With a mix of ceremony and substance, Ezer Weizman preached peace on his first visit to the United States as Israel’s president.
An activist statesman in what is traditionally a ceremonial post, Weizman breezed through the political establishment and the American Jewish community during his visit this week.
Beginning with a White House dinner Monday, Weizman defended Israeli Prime Minister Benjamin Netanyahu’s pursuit of peace and supported his call for a U.S.-sponsored Camp David summit to negotiate the final-status issues.
President Clinton did not respond directly to Weizman’s request but said that he is willing to do anything or go anywhere — Camp David, Florida or the North Pole — for the cause of peace.
“I would get parkas for all of us, and we could all go to the North Pole and stay there until we had a peace agreement,” said Clinton. “At least, it would cool things down.”
But for now, Clinton opposes an intense negotiating format modeled after the 1978 Camp David talks that led to the Israeli-Egyptian peace treaty.
At an Oval Office meeting with Weizman, Clinton said the lack of trust and the gaps between the parties are too wide for successful talks.
Israeli-Palestinian negotiations resumed in Jerusalem Monday, after a seven- month hiatus, with the assistance of U.S. Special Middle East Coordinator Dennis Ross. The sides will convene in Washington next week to continue their talks.
Weizman told Clinton that Netanyahu and Arafat could use a “little push” but not “pressure,” according to Israeli reporters.
The remarks mirrored comments Weizman made at the small dinner Clinton hosted along with Vice President Al Gore and Secretary of State Madeleine Albright.
Clinton sat for three hours with some 20 American Jews at a carefully crafted roundtable to discuss the peace process.
What Clinton heard, according to meeting participants, is a Jewish audience united in its support for U.S. pressure to continue the peace process. But many participants told the president that he does not have Jewish support to pressure Israel into taking specific steps.
Clinton and Albright both said there were no plans to pressure Netanyahu.
Guests included leaders from the Conference of Presidents of Major American Jewish Organizations, American Jewish Congress, American Jewish Committee, Hadassah and the Reform, Conservative and Orthodox movements.
For Weizman, his trip was a long time coming.
“It’s time for me to come here to voice and to share an opinion on how we should go on,” Weizman said to a group of about 250 Jewish activists, administration officials and former diplomats at a luncheon at the State Department.
The Jordanian and Egyptian ambassadors to the United States attended the lunch.
One of the few public discussions of the failed Mossad attempt to assassinate a Hamas leader in Amman came in the Oval Office before Clinton began his meeting with Weizman.
“I believe that it’s important to fight terrorism, but I think it’s important to consider in the fight the consequences on all of your allies in that fight and what the ultimate conclusions will be,” Clinton said in his strongest criticism of the affair to date.
Weizman was scheduled to host a large reception of hundreds of Jewish activists and meet with a small delegation from the Conference of Presidents before leaving for Israel Thursday.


### What to produce:
Pull each line containing "Fabric" from the data.

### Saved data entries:
----------

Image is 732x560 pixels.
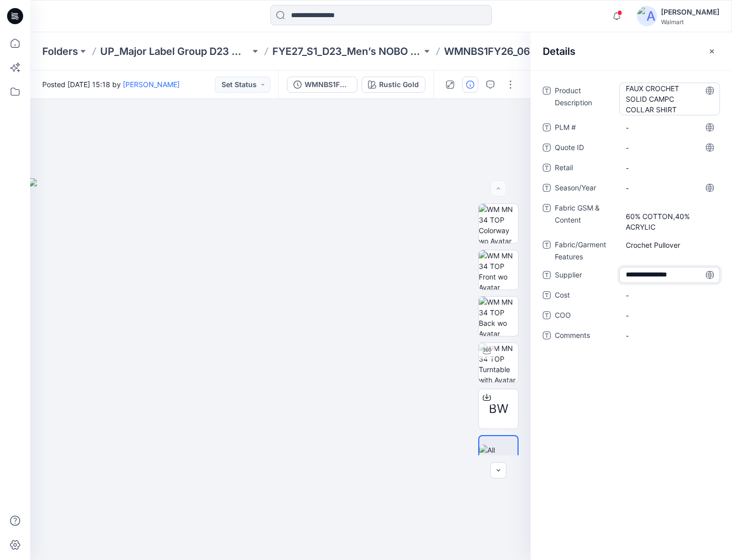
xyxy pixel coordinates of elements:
[272,44,422,59] a: FYE27_S1_D23_Men’s NOBO Tops_ Major Label Group
[626,163,714,173] span: -
[626,290,714,301] span: -
[626,183,714,193] span: -
[478,343,518,382] img: WM MN 34 TOP Turntable with Avatar
[626,83,714,115] span: FAUX CROCHET SOLID CAMPC COLLAR SHIRT
[661,18,719,26] div: Walmart
[42,44,78,59] a: Folders
[478,296,518,336] img: WM MN 34 TOP Back wo Avatar
[463,76,478,92] button: Details
[555,269,615,283] span: Supplier
[42,79,180,90] span: Posted [DATE] 15:18 by
[287,76,358,92] button: WMNBS1FY26_069_Faux Crochet Camp Collar
[305,79,351,90] div: WMNBS1FY26_069_Faux Crochet Camp Collar
[29,178,532,560] img: eyJhbGciOiJIUzI1NiIsImtpZCI6IjAiLCJzbHQiOiJzZXMiLCJ0eXAiOiJKV1QifQ.eyJkYXRhIjp7InR5cGUiOiJzdG9yYW...
[555,85,615,115] span: Product Description
[626,330,714,341] span: -
[637,6,657,26] img: avatar
[479,445,518,466] img: All colorways
[555,309,615,323] span: COO
[379,79,419,90] div: Rustic Gold
[362,76,426,92] button: Rustic Gold
[661,6,719,18] div: [PERSON_NAME]
[555,289,615,303] span: Cost
[626,143,714,153] span: -
[555,238,615,263] span: Fabric/Garment Features
[555,142,615,155] span: Quote ID
[100,44,250,59] a: UP_Major Label Group D23 Men's Tops
[478,204,518,243] img: WM MN 34 TOP Colorway wo Avatar
[489,400,509,418] span: BW
[626,240,714,250] span: Crochet Pullover
[555,202,615,233] span: Fabric GSM & Content
[555,329,615,343] span: Comments
[626,201,714,233] span: 60% COTTON,40% ACRYLIC
[626,310,714,321] span: -
[543,45,576,57] h2: Details
[555,162,615,175] span: Retail
[478,250,518,290] img: WM MN 34 TOP Front wo Avatar
[555,182,615,196] span: Season/Year
[555,122,615,135] span: PLM #
[626,123,714,133] span: -
[123,80,180,89] a: [PERSON_NAME]
[444,44,594,59] p: WMNBS1FY26_069_Faux Crochet Camp Collar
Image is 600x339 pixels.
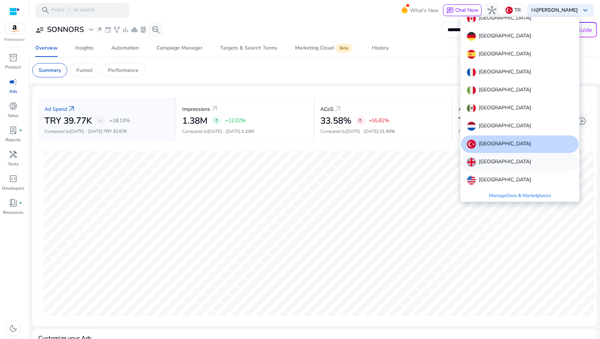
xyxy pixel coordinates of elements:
a: ManageGeos & Marketplaces [483,189,556,202]
p: [GEOGRAPHIC_DATA] [479,86,531,95]
p: [GEOGRAPHIC_DATA] [479,32,531,41]
p: [GEOGRAPHIC_DATA] [479,158,531,167]
img: uk.svg [467,158,476,167]
img: mx.svg [467,104,476,113]
p: [GEOGRAPHIC_DATA] [479,50,531,59]
img: tr.svg [467,140,476,149]
p: [GEOGRAPHIC_DATA] [479,14,531,23]
p: [GEOGRAPHIC_DATA] [479,68,531,77]
img: us.svg [467,176,476,185]
p: [GEOGRAPHIC_DATA] [479,122,531,131]
img: de.svg [467,32,476,41]
p: [GEOGRAPHIC_DATA] [479,140,531,149]
img: fr.svg [467,68,476,77]
img: it.svg [467,86,476,95]
p: [GEOGRAPHIC_DATA] [479,176,531,185]
img: nl.svg [467,122,476,131]
img: es.svg [467,50,476,59]
p: [GEOGRAPHIC_DATA] [479,104,531,113]
img: ca.svg [467,14,476,23]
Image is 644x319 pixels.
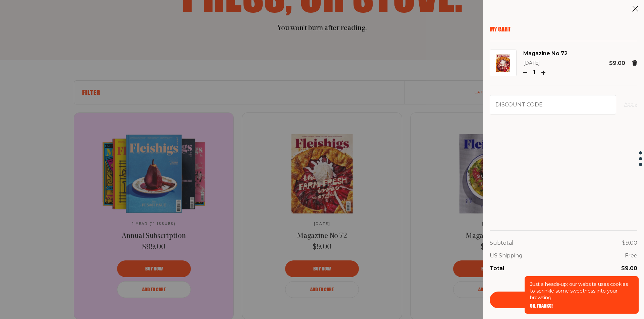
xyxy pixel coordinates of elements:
[621,265,637,273] p: $9.00
[496,54,510,72] img: Magazine No 72 Image
[624,101,637,109] button: Apply
[490,292,637,309] a: Checkout
[490,95,616,114] input: Discount code
[622,239,637,247] p: $9.00
[490,26,637,33] p: My Cart
[530,281,633,301] p: Just a heads-up: our website uses cookies to sprinkle some sweetness into your browsing.
[523,59,568,68] p: [DATE]
[523,49,568,58] a: Magazine No 72
[609,59,625,68] p: $9.00
[490,265,504,273] p: Total
[490,239,513,247] p: Subtotal
[530,304,553,309] button: OK, THANKS!
[490,251,523,261] p: US Shipping
[530,68,539,77] p: 1
[625,251,637,261] p: Free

----------

### Solution for this task:
[555,238,615,263] span: Fabric/Garment Features
[555,202,615,233] span: Fabric GSM & Content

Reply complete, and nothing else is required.